Harpers Ferry, our next general-purpose HPC cluster replacing Thorny Flat, contains 37 compute nodes with a total of 9472 CPU cores and 33TB of RAM.

CTSI

The CTSI cluster is a HIPPA Compliant Cluster used by the CTSI group. It consists of 8 compute nodes with a total of 400 CPU Cores, 4 TB of RAM, and 4 Nvidia Tesla V100's.

Contacts

Contact the Research Computing team by submitting a message or find more information in the HPC documentation.

Staff

Aldo Humberto Romero

Director of Research Computing

Aldo is an Eberly Distinguished Professor of Physics that leads the Research Computing team in continuing the sustained growth of HPC resources at WVU. Aldo also helps with outreach to the WVU research computing community and is an ACCESS-NSF Campus Champion.

Dr. Guillermo Franco

Senior Software Specialist

Guillermo has a strong background in the scientific programming languages of C, FORTRAN, and Python. He is also an ACCESS Campus Champion and works directly with researchers to enable them to utilize HPC resources in the most appropriate manner.

Daniel Turpen

Daniel runs cloud services for the B&E Business Data Analytics program, Global access and provides computational support to the GoFirst program.

Dr. Irene Burkhalter

Junior Software Specialist Irene has a background in scientific computing, including the languages of C, Python, Matlab, and Java, as well as a strong background in metaprogramming.
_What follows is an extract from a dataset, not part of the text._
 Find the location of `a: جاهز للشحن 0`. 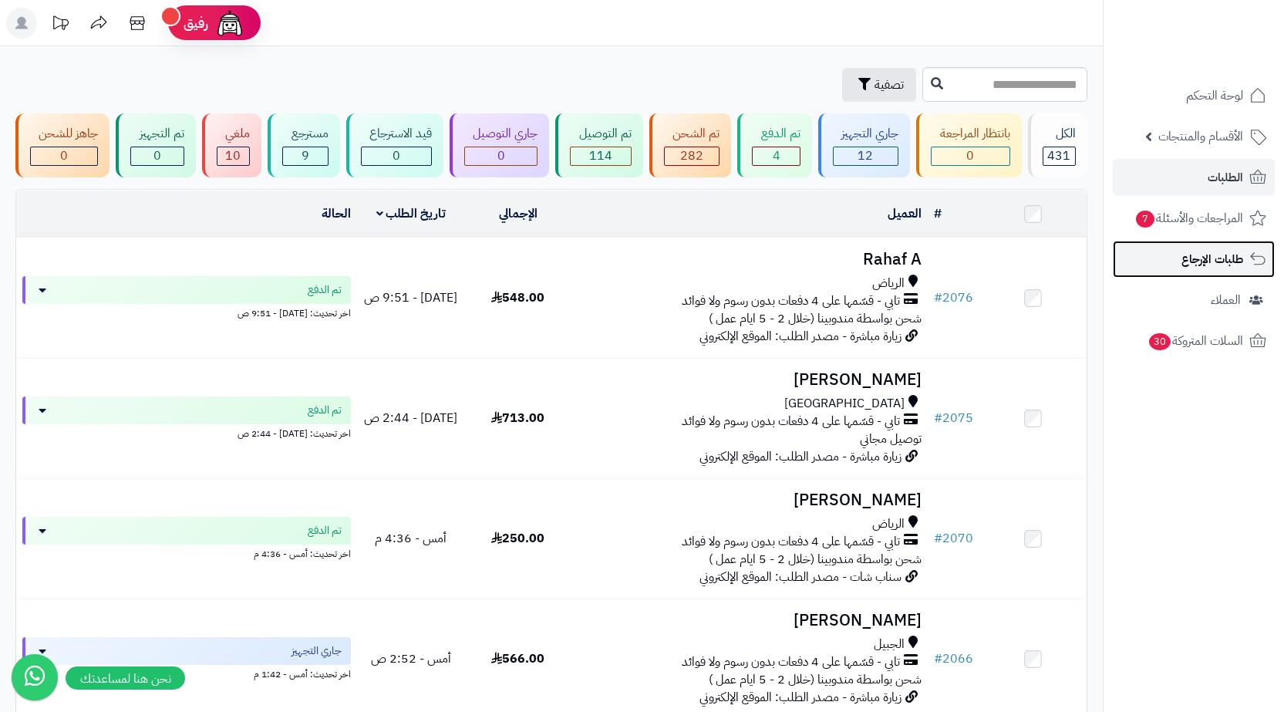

She works with researchers to help them effectively use HPC resources.

Dr. Joseph Glaser

Systems Administrator/Research Scientist

Joe is an astrophysicist with a passion for and strong background in high-performance computing. His expertise is focused on optimizing scientific software/workflows to take advantage of modern compute hardware and deploying modular/scalable HPC infrastructure. In addition, he is an active full member with the NANOGrav Pulsar Timing Array collaboration and WVU's Center for Gravitational Waves and Cosmology.

HPC training resources are available throughout the year for new and expert users in different topics from Parallel computing to Neural networks.